Global response to the dollar's weaponisation
Express and Echo
|May 08, 2025
LAST week, I covered how the dollar was used las a weapon and 'geo-political tool of compliance, punishment and hierarchy, and this week I'll turn to the exodus which followed and is following.
If freezing $300 billion in a country’s sovereign assets was the warning shot, the world has since responded, not in protest, but in action. (I remind you again to leave any political bias aside to capture what this means to your present, and future finances, and the source of conflict).
Middle Eastern elites, who've had their money parked in London, Zurich or Manhattan, started looking at those safe havens with fresh eyes. If Abramovich's billions could vanish, what was stopping the same from happening to them?
That message travelled fast. China didn't wait for the world to change. It started changing it. In the years following 2022, Beijing accelerated its development of the digital yuan (e-CNY) and scaled up its cross-border interbank payment system (CIPS), a rival to the US dominated Western SWIFT system that allows global payments in renminbi, without touching the dollar or Western banks.
Russia, already bruised by earlier sanctions, had learned the hard way in 2014. By 2022, Moscow was ready. It launched its system for transfer of financial messages (SPFS), its own SWIFT alternative, added more gold reserves and turned toward non-dollar trade with India, China and Turkey.
In a move that would have been completely unthinkable a decade ago, Saudi Arabia and the UAE joined BRICS+.
This story is from the May 08, 2025 edition of Express and Echo.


**EXERCISE INSTRUCTIONS:** Write every record below out exactly; no images.

**Element data from apps and pages:**
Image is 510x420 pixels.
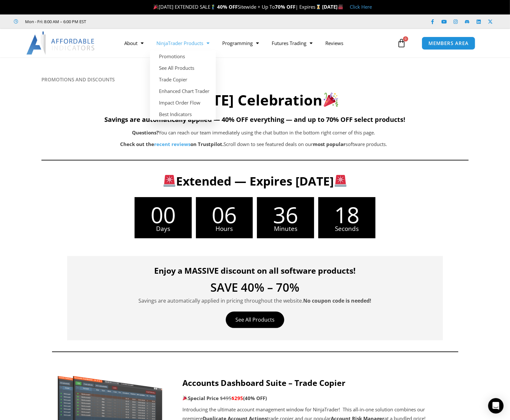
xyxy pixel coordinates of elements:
span: $495 [220,395,232,401]
h6: PROMOTIONS AND DISCOUNTS [41,77,469,83]
span: Minutes [257,225,314,232]
strong: Check out the on Trustpilot. [120,141,224,147]
strong: Accounts Dashboard Suite – Trade Copier [183,377,345,388]
img: LogoAI | Affordable Indicators – NinjaTrader [26,31,95,55]
nav: Menu [118,36,395,50]
h3: Extended — Expires [DATE] [75,173,435,189]
a: NinjaTrader Products [150,36,216,50]
b: Questions? [132,129,158,136]
a: Best Indicators [150,108,216,120]
a: 0 [388,34,416,53]
span: 0 [403,36,408,41]
img: 🏭 [338,5,343,9]
span: Seconds [319,225,375,232]
p: Savings are automatically applied in pricing throughout the website. [77,297,433,305]
a: Promotions [150,50,216,62]
a: About [118,36,150,50]
p: Scroll down to see featured deals on our software products. [74,140,434,149]
a: See All Products [150,62,216,74]
strong: 70% OFF [275,3,296,10]
p: You can reach our team immediately using the chat button in the bottom right corner of this page. [74,128,434,137]
img: 🎉 [183,395,188,400]
iframe: Customer reviews powered by Trustpilot [95,18,191,25]
span: 18 [319,203,375,225]
h4: Enjoy a MASSIVE discount on all software products! [77,266,433,275]
span: Hours [196,225,253,232]
img: 🚨 [335,175,346,187]
div: Open Intercom Messenger [488,398,504,414]
span: 00 [135,203,191,225]
a: Trade Copier [150,74,216,85]
b: (40% OFF) [243,395,267,401]
a: Click Here [350,3,372,10]
strong: No coupon code is needed! [303,297,371,304]
strong: Special Price [183,395,219,401]
h4: SAVE 40% – 70% [77,281,433,293]
img: 🏌️‍♂️ [211,5,216,9]
ul: NinjaTrader Products [150,50,216,120]
strong: [DATE] [322,3,344,10]
h5: Savings are automatically applied — 40% OFF everything — and up to 70% OFF select products! [41,116,469,123]
a: Futures Trading [266,36,319,50]
img: ⌛ [316,5,321,9]
a: See All Products [226,312,284,328]
a: recent reviews [154,141,191,147]
img: 🚨 [164,175,175,187]
img: 🎉 [324,92,338,107]
span: 36 [257,203,314,225]
a: Impact Order Flow [150,97,216,108]
a: Programming [216,36,266,50]
span: Mon - Fri: 8:00 AM – 6:00 PM EST [24,18,86,25]
span: Days [135,225,191,232]
span: $295 [232,395,243,401]
h2: [DATE] Celebration [41,91,469,110]
a: MEMBERS AREA [422,37,476,50]
b: most popular [313,141,346,147]
span: MEMBERS AREA [429,41,469,46]
a: Reviews [319,36,350,50]
span: [DATE] EXTENDED SALE Sitewide + Up To | Expires [152,3,322,10]
a: Enhanced Chart Trader [150,85,216,97]
strong: 40% OFF [217,3,238,10]
span: 06 [196,203,253,225]
img: 🎉 [153,5,158,9]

**ANSWER TO THE EXERCISE:**
Image is 510x420 pixels.
xyxy pixel coordinates of elements:
span: $495 [220,395,232,401]
h6: PROMOTIONS AND DISCOUNTS [41,77,469,83]
span: Minutes [257,225,314,232]
strong: Check out the on Trustpilot. [120,141,224,147]
strong: Accounts Dashboard Suite – Trade Copier [183,377,345,388]
img: LogoAI | Affordable Indicators – NinjaTrader [26,31,95,55]
nav: Menu [118,36,395,50]
h3: Extended — Expires [DATE] [75,173,435,189]
a: NinjaTrader Products [150,36,216,50]
b: Questions? [132,129,158,136]
a: Best Indicators [150,108,216,120]
a: 0 [388,34,416,53]
span: 0 [403,36,408,41]
img: 🏭 [338,5,343,9]
span: Seconds [319,225,375,232]
p: Savings are automatically applied in pricing throughout the website. [77,297,433,305]
a: Promotions [150,50,216,62]
a: About [118,36,150,50]
p: Scroll down to see featured deals on our software products. [74,140,434,149]
a: See All Products [150,62,216,74]
strong: 70% OFF [275,3,296,10]
p: You can reach our team immediately using the chat button in the bottom right corner of this page. [74,128,434,137]
img: 🎉 [183,395,188,400]
iframe: Customer reviews powered by Trustpilot [95,18,191,25]
span: 18 [319,203,375,225]
h4: Enjoy a MASSIVE discount on all software products! [77,266,433,275]
span: Hours [196,225,253,232]
img: 🚨 [335,175,346,187]
div: Open Intercom Messenger [488,398,504,414]
span: 00 [135,203,191,225]
a: Trade Copier [150,74,216,85]
b: (40% OFF) [243,395,267,401]
a: Click Here [350,3,372,10]
strong: No coupon code is needed! [303,297,371,304]
strong: Special Price [183,395,219,401]
h4: SAVE 40% – 70% [77,281,433,293]
img: 🏌️‍♂️ [211,5,216,9]
ul: NinjaTrader Products [150,50,216,120]
strong: [DATE] [322,3,344,10]
h5: Savings are automatically applied — 40% OFF everything — and up to 70% OFF select products! [41,116,469,123]
a: Futures Trading [266,36,319,50]
img: ⌛ [316,5,321,9]
a: See All Products [226,312,284,328]
a: recent reviews [154,141,191,147]
img: 🚨 [164,175,175,187]
img: 🎉 [324,92,338,107]
span: 36 [257,203,314,225]
a: Impact Order Flow [150,97,216,108]
a: Programming [216,36,266,50]
span: Mon - Fri: 8:00 AM – 6:00 PM EST [24,18,86,25]
span: Days [135,225,191,232]
span: $295 [232,395,243,401]
h2: [DATE] Celebration [41,91,469,110]
a: MEMBERS AREA [422,37,476,50]
b: most popular [313,141,346,147]
span: MEMBERS AREA [429,41,469,46]
a: Reviews [319,36,350,50]
span: [DATE] EXTENDED SALE Sitewide + Up To | Expires [152,3,322,10]
a: Enhanced Chart Trader [150,85,216,97]
strong: 40% OFF [217,3,238,10]
span: 06 [196,203,253,225]
img: 🎉 [153,5,158,9]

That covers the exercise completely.